[Fedora-packaging] how to force rpmbuild to use local libraries?
Krzesimir Nowak
qdlacz at gmail.com
Fri Aug 28 19:41:31 UTC 2009
On Fri, 2009-08-28 at 14:18 -0400, Tom "spot" Callaway wrote:
> On 08/28/2009 12:22 PM, Krzesimir Nowak wrote:
> > Hi,
> >
> > I'm using Fedora 11, so all software in repository are stable ones, but
> > I'm developing a library using unstable versions of them (e.g. I have
> > now glibmm24 2.20, and I need it in version 2.21.3). I have those
> > unstable versions installed in my home directory (that is `~/usr/') and
> > I'm testing my library on them by using parallel environment provided by
> > `jhbuild shell'. I decided to build a package with rpmbuild, but it uses
> > `/usr/' path for everything (pkg-config files and such) even if I
> > execute it from my parallel environment, so building the package ends
> > quickly with message of unmet dependencies or in configure stage, when I
> > pass `--nodeps' option. My question is: is there a way to force rpmbuild
> > to use libraries in my home directory instead of those in `/usr/'?
>
> Well, to be fair, rpmbuild isn't to blame here. The spec file probably
> has something like:
>
> %configure --with-foo --with-bar
>
> That simply invokes configure with a set of sane options (including
> pointing to the system library/binary paths). For example, on my rawhide
> x86_64 system, %configure evaluates to:
>
> CFLAGS="${CFLAGS:--O2 -g -pipe -Wall -Wp,-D_FORTIFY_SOURCE=2
> -fexceptions -fstack-protector --param=ssp-buffer-size=4 -m64
> -mtune=generic}" ; export CFLAGS ;
> CXXFLAGS="${CXXFLAGS:--O2 -g -pipe -Wall -Wp,-D_FORTIFY_SOURCE=2
> -fexceptions -fstack-protector --param=ssp-buffer-size=4 -m64
> -mtune=generic}" ; export CXXFLAGS ;
> FFLAGS="${FFLAGS:--O2 -g -pipe -Wall -Wp,-D_FORTIFY_SOURCE=2
> -fexceptions -fstack-protector --param=ssp-buffer-size=4 -m64
> -mtune=generic -I/usr/lib64/gfortran/modules}" ; export FFLAGS ;
> ./configure --build=x86_64-unknown-linux-gnu
> --host=x86_64-unknown-linux-gnu \
> --target=x86_64-redhat-linux-gnu \
> --program-prefix= \
> --prefix=/usr \
> --exec-prefix=/usr \
> --bindir=/usr/bin \
> --sbindir=/usr/sbin \
> --sysconfdir=/etc \
> --datadir=/usr/share \
> --includedir=/usr/include \
> --libdir=/usr/lib64 \
> --libexecdir=/usr/libexec \
> --localstatedir=/var \
> --sharedstatedir=/var/lib \
> --mandir=/usr/share/man \
> --infodir=/usr/share/info
>
> Now, if your spec file used "./configure" instead of "%configure", you
> could hardcode any of those paths into the spec that you want. It
> wouldn't be portable though. Even if that package built, it would still
> depend on things not packaged up, and complain on installation.
But using ./configure with manually set options still will use
pkg-config files from /usr/lib/pkgconfig instead of ~/usr/lib/pkgconfig.
So configure stage will fail. Of course, I could define PATH (and other)
environment variable before running ./configure, but that is not what I
want and that blasts any portability away.
>
> As a possible alternative, if you can make packages for the unstable
> library dependencies, then you can build this package in a chroot where
> the unstable libraries are installed. Or, if the libraries have unique
> sonames, you should be able to have them both installed in system
> locations and eliminate the need for the chroot.
>
It probably will be better if I just wait until newest versions of
libraries are packaged to rawhide (e.g gtkmm24 in rawhide is 2.17.2 and
upstream is 2.17.9). Then I'll try to install rawhide as a second OS (I
already failed at that once) and build a package there.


Lines with the string "Reductase" are to be identified in the listing and copied.

—————

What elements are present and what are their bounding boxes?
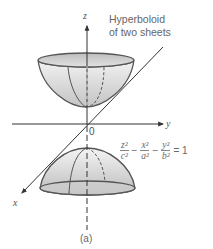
- diagram-title: Hyperboloid of two sheets: [109, 13, 171, 39]
- equation-operator: −: [152, 145, 158, 156]
- y-axis-label: y: [166, 118, 170, 129]
- z-axis-label: z: [83, 10, 87, 21]
- figure-caption: (a): [80, 233, 92, 244]
- equation-operator: −: [132, 145, 138, 156]
- equation-term-x: x² a²: [140, 140, 149, 161]
- equation: z² c² − x² a² − y² b² = 1: [120, 140, 188, 161]
- equation-term-y: y² b²: [161, 140, 170, 161]
- equation-term-z: z² c²: [120, 140, 129, 161]
- origin-label: 0: [89, 126, 95, 137]
- equation-rhs: = 1: [173, 145, 187, 156]
- x-axis-label: x: [13, 197, 17, 208]
- upper-sheet: [38, 53, 134, 107]
- hyperboloid-diagram: [0, 0, 213, 249]
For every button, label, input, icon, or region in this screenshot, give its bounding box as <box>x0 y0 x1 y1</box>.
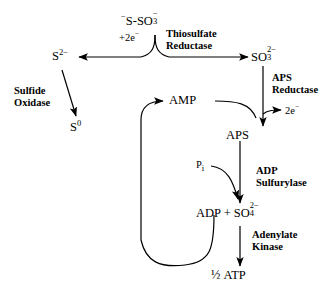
sulfate-charge-stack: 2−4 <box>250 204 258 217</box>
node-elemental-sulfur: S0 <box>70 119 81 134</box>
edge-electrons-out <box>263 110 281 114</box>
enzyme-sulfide-oxidase: Sulfide Oxidase <box>14 85 50 110</box>
node-sulfite: SO2−3 <box>251 48 275 63</box>
cofactor-electrons-in: +2e− <box>119 31 139 43</box>
node-adp-plus-sulfate: ADP + SO2−4 <box>196 204 258 219</box>
enzyme-adenylate-kinase: Adenylate Kinase <box>252 229 298 254</box>
cofactor-electrons-out: 2e− <box>285 104 299 116</box>
enzyme-thiosulfate-reductase: Thiosulfate Reductase <box>166 28 217 53</box>
edge-amp-to-aps <box>215 101 256 118</box>
node-sulfide: S2− <box>52 48 68 63</box>
edge-phosphate-in <box>211 166 238 199</box>
edge-sulfide-to-sulfur <box>62 70 76 116</box>
edge-fork-left-curve <box>141 35 155 57</box>
node-half-atp: ½ ATP <box>211 269 246 282</box>
sulfite-charge-stack: 2−3 <box>267 48 275 61</box>
thiosulfate-charge-stack: −3 <box>153 12 161 25</box>
node-thiosulfate: −S-SO−3 <box>121 12 161 27</box>
cofactor-phosphate: Pi <box>196 160 204 173</box>
node-amp: AMP <box>169 94 196 107</box>
enzyme-adp-sulfurylase: ADP Sulfurylase <box>256 165 307 190</box>
node-aps: APS <box>226 129 249 142</box>
edge-recycle-loop-to-amp <box>141 101 214 266</box>
enzyme-aps-reductase: APS Reductase <box>272 72 318 97</box>
pathway-diagram: −S-SO−3 S2− S0 SO2−3 AMP APS ADP + SO2−4… <box>0 0 332 294</box>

—————

**Your solution**
enzyme-thiosulfate-reductase: Thiosulfate Reductase <box>166 28 217 53</box>
enzyme-aps-reductase: APS Reductase <box>272 72 318 97</box>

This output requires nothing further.